Kelly O'Donnell — who as president of the White House Correspondents' Association will wield the gavel at tonight's dinner, with both President Biden and Vice President Harris at the head table — by coincidence marks 30 years at NBC News this week.
- Kelly O' — as the senior White House correspondent is known — was saluted at a pre-Dinner dinner at Café Milano on Thursday night. Cesar Conde, chairman of NBCUniversal News Group, said: "The fact that you are the first sitting NBC News journalist to be president of the White House Correspondents Association, we are very, very excited for this."

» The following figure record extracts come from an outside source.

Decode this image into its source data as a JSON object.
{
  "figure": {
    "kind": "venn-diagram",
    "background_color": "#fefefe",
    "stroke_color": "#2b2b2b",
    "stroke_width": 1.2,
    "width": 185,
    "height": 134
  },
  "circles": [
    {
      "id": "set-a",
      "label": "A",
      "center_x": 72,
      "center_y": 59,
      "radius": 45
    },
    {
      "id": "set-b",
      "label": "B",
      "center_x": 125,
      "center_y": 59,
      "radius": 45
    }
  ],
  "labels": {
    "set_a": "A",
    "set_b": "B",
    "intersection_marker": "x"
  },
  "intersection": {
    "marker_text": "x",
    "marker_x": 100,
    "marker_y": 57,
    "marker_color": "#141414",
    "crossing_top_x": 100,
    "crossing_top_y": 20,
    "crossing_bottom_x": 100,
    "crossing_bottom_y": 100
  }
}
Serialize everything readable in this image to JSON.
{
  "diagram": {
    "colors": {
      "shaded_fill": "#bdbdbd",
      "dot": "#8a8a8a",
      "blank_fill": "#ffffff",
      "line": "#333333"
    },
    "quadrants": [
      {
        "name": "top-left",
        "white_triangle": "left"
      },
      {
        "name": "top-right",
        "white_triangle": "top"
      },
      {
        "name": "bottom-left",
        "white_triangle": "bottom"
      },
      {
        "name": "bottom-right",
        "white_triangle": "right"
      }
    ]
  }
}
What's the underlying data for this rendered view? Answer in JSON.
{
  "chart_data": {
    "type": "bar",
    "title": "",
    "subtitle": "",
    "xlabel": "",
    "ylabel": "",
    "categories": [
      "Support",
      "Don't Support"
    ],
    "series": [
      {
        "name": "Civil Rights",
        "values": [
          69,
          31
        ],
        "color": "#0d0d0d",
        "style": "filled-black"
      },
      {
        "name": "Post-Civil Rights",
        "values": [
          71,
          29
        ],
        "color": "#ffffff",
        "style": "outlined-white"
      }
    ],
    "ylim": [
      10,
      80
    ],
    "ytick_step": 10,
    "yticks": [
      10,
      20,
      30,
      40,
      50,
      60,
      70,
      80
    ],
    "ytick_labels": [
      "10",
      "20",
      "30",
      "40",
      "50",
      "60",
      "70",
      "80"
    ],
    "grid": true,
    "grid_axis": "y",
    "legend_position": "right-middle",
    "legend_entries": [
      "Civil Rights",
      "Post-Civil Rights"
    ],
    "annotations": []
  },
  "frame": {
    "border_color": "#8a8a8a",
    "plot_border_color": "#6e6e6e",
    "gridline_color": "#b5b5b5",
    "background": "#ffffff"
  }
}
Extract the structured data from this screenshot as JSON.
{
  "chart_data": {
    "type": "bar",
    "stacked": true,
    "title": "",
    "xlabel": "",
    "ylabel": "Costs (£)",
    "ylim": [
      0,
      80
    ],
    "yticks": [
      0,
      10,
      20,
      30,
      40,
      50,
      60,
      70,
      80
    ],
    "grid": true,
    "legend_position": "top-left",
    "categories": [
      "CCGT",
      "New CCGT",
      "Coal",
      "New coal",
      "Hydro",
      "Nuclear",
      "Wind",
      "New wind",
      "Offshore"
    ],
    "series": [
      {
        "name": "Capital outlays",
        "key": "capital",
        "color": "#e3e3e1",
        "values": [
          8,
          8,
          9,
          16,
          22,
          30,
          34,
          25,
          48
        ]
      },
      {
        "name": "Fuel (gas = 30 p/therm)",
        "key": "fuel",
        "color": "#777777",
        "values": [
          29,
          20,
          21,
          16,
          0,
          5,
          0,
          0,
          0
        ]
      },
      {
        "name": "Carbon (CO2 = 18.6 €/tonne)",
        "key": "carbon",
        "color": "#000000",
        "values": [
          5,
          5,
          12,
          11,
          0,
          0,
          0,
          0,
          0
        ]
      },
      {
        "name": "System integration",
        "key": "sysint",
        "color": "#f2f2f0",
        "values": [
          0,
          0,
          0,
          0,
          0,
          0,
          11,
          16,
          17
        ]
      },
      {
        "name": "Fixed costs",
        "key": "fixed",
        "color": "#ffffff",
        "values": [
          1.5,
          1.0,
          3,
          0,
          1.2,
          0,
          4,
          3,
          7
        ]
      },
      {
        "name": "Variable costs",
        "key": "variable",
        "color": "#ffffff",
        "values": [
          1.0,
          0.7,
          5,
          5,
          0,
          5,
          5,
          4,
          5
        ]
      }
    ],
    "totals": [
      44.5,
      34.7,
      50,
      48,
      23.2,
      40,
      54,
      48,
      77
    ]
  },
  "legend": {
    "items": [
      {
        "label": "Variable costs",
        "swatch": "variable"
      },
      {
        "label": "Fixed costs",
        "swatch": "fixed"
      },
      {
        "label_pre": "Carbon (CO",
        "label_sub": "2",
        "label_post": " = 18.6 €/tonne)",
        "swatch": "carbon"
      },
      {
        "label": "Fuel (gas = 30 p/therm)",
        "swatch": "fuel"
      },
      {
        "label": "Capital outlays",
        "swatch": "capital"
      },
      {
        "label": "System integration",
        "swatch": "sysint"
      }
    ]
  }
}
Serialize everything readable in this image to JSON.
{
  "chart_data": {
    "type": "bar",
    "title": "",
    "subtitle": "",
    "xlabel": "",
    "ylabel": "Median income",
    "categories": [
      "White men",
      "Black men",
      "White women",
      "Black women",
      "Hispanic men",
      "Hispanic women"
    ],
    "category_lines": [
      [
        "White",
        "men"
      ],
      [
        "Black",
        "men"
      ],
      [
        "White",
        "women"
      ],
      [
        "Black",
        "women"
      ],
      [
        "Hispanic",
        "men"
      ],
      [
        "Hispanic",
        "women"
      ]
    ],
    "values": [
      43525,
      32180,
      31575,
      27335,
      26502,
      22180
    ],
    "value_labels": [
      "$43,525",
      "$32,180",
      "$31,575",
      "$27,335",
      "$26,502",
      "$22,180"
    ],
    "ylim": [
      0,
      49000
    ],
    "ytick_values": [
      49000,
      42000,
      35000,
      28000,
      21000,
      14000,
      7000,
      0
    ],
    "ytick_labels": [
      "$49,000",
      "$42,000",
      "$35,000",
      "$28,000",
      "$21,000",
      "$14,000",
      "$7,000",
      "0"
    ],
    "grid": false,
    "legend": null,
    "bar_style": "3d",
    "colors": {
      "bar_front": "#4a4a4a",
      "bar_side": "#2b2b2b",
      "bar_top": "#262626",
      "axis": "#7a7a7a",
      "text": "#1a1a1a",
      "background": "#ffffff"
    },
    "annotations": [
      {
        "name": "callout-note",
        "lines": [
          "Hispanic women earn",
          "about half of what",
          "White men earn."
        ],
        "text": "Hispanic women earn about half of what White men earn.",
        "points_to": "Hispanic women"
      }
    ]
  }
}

Just the facts: O'Donnell's reporting has taken her to 50 states, 58 countries and four Olympics. She has covered seven presidential campaigns, and embedded with the 3rd Infantry Division in Iraq.
- Fun facts: Kelly O' had a cameo on "House of Cards," competed on "Jeopardy!" and was portrayed on "Saturday Night Live."
🎥 "Madam President" said last evening at a reception held by Comcast NBCUniversal and the Motion Picture Association: "My life is like a movie … We pause for one weekend a year where we all get dressed up and we have parties. But throughout the year, there's important work to do — to celebrate the First Amendment, to support a free press, to know the connection between that work and the democracy that we value. That's why we're here."
Watching tonight's dinner (entertainer: SNL's Colin Jost): C-SPAN ... CNN ... MSNBC, Fox,
8. 🏰 Disney dos and don'ts
Photo illustration: Sarah Grillo/Axios. Photo: Bryan R. Smith/AFP via Getty Images
If a trip to Disney World in Florida is in your future, Axios editor Ashley May has a few tips and tricks to help your vacation dreams come true.
- I'm a periodic parkgoer but not a Disney diehard. I traveled with a group of nine, ages 4 to 80. We visited a park each day, Ashley writes.
🧳 Best item packed: Brita Filtered Water Bottles from Walmart.
🧒 Best kid experiences: Cinderella's Royal Table (lots of princess meet-and-greets) and Savi's Workshop's lightsaber experience (yes, we lugged a lightsaber back through TSA).
📝 Best plans: We secured meal reservations and experiences 60 days in advance — the minute options opened.
- Go deeper: What to hit — and skip — at each park.